So, you've been caught cheating. You sorta committed fraud, kinda misled investors, maybe accelerated the financial collapse. Don't panic. It's going to be all right. You're going to survive.
There have been many Great Cheaters before you and I've studied them all. Here are the lessons they have to teach:
First, you need to recognize the five stages to the grief of getting caught getting rich cheating.
That's right, blame others. Juiced ballplayers blame wives, trainers, nannies, agents and deals with the devil, aka Steinbrenner. Lehman's Richard Fuld said it was the media, short sellers, the government and a bank run. Enron's Ken Lay blamed everybody from co-workers to Arthur Andersen, The Wall Street Journal and a "witch hunt" ... which might explain why federal prosecutor Sean Berkowitz turned into a newt.DENIAL: "We don't know what you're talking about and we didn't do it."
ANGER: "We said We Didn't Do It!!"
BARGAINING: "Oh, come onnnnn ..."
DEPRESSION: "We're upset you'd even think we did it."
ACCEPTANCE: "It was Geithner!"
Consider these popular scapegoats: alcoholism, Hurricane Katrina, 9/11, child abuse, OxyContin, Sarbanes-Oxley, Osama bin Laden, the BCS.
Next, you need to win in the Court of Public Ignorance, er, Opinion. Make a teary confession praising family, faith and the flag. Change your name, a la Blackwater, Philip Morris and Diebold.
Spin this thing, just like great cheaters Nixon ("When the president does it, that means it's not illegal"), Belichick ("I misinterpreted the rules") and Eve ("The snake made me do it"). You weren't "lying bastards who profited from a secretive and unregulated market," you were "hedging your investments."
Make us like you. HealthSouth's Richard Scrushy was a regular on Birmingham TV during his criminal trial. He got solid ratings for "The Richard Scrushy Is Innocent Hour." Why not rent Fox News for a month?
Also, get ahead of the news and investigate yourself, just like Apple, Merck, Charles Rangel, the College Board, Hewlett-Packard, Major League Baseball and the Women's Tennis Association. It's like getting pulled over and, when the officer asks, "Any idea how fast your were going?" you just reply, "No, but I'll look into it. Thanks."
As the trial approaches, destroy the evidence. Like Arthur Andersen's Shredder Department and the CIA's Bureau of Videotape Smashing, you, too, should "accidentally" getting rid of anything incriminating.

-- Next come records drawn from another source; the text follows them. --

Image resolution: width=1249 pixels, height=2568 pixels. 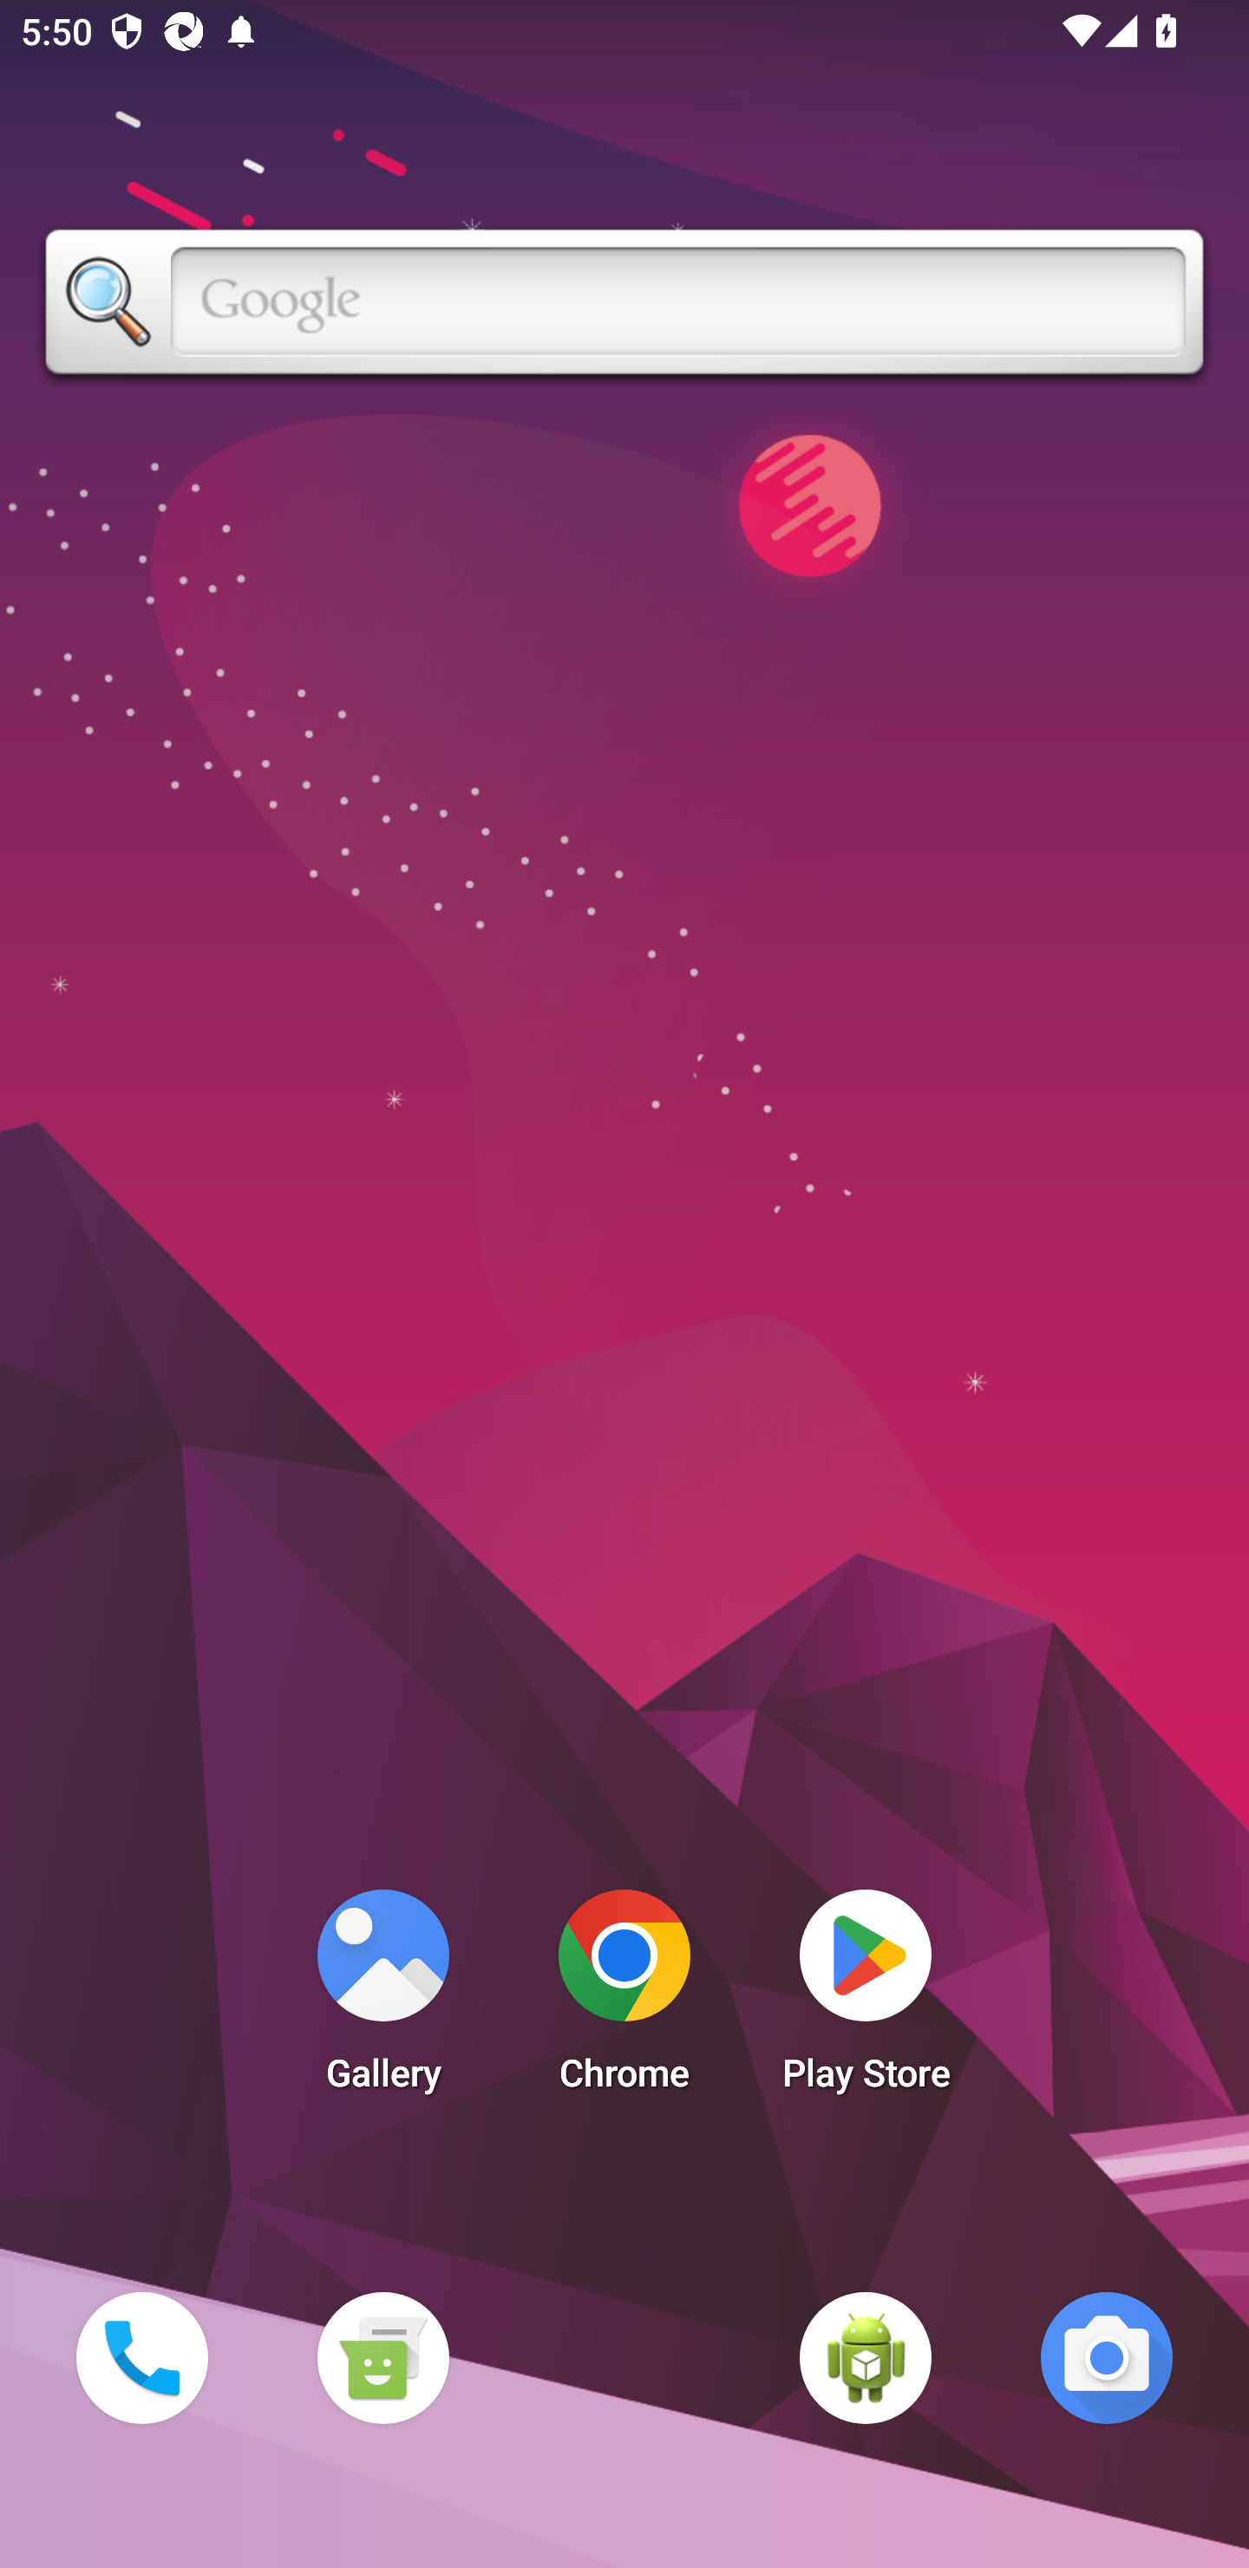 I want to click on Chrome, so click(x=624, y=1999).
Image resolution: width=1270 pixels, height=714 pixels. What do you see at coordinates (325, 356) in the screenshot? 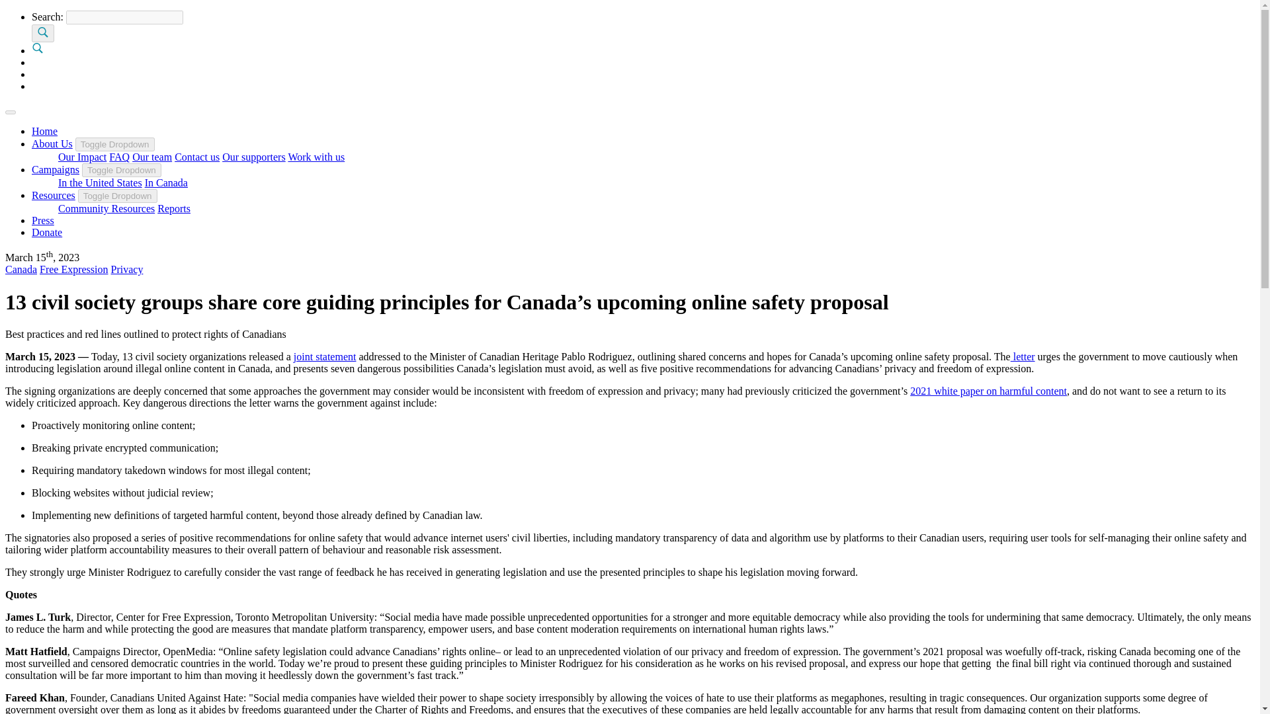
I see `joint statement` at bounding box center [325, 356].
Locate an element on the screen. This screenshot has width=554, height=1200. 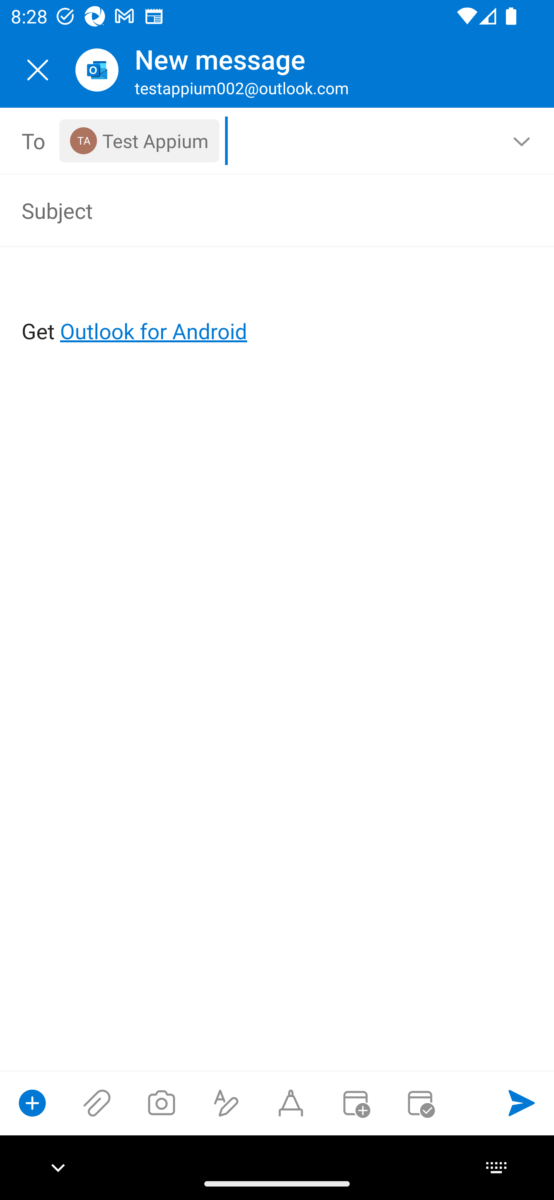
Convert to event is located at coordinates (355, 1103).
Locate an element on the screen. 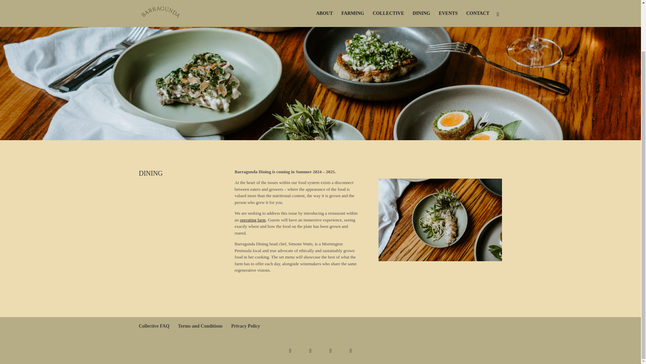  Terms and Conditions is located at coordinates (201, 326).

And spare no expense on your defense. Hire the slickest legal minds, the dirtiest private investigators, the most-soulless of publicists. You already have Greg Craig on board, so you're off to a good start there.
If, somehow, you go to trial, consider it an opportunity to prove your mettle. It's one thing to trick investors, rating agencies, governments and the market; it's quite another to fool a judge you haven't yet bribed.
Here, then, are the brilliant, imaginative and real legal arguments put forward by Great Cheaters.
- WorldCom CEO Bernie Ebbers' claimed not to know what was going on -- the "Ah, shucks" defense pioneered in the 1956 case of Wally v. The Beaver.
- Attorneys for another corporate cheater labeled an opposition witness a "greedy coward acting purely in self-interest."
- Enron CEO Jeff Skilling said under oath that when he wrote in an e-mail, "Shred the documents, they're on to us," he was "just being sarcastic." Use that.
For more cheating advice, you know how to reach me, and I know what you can afford.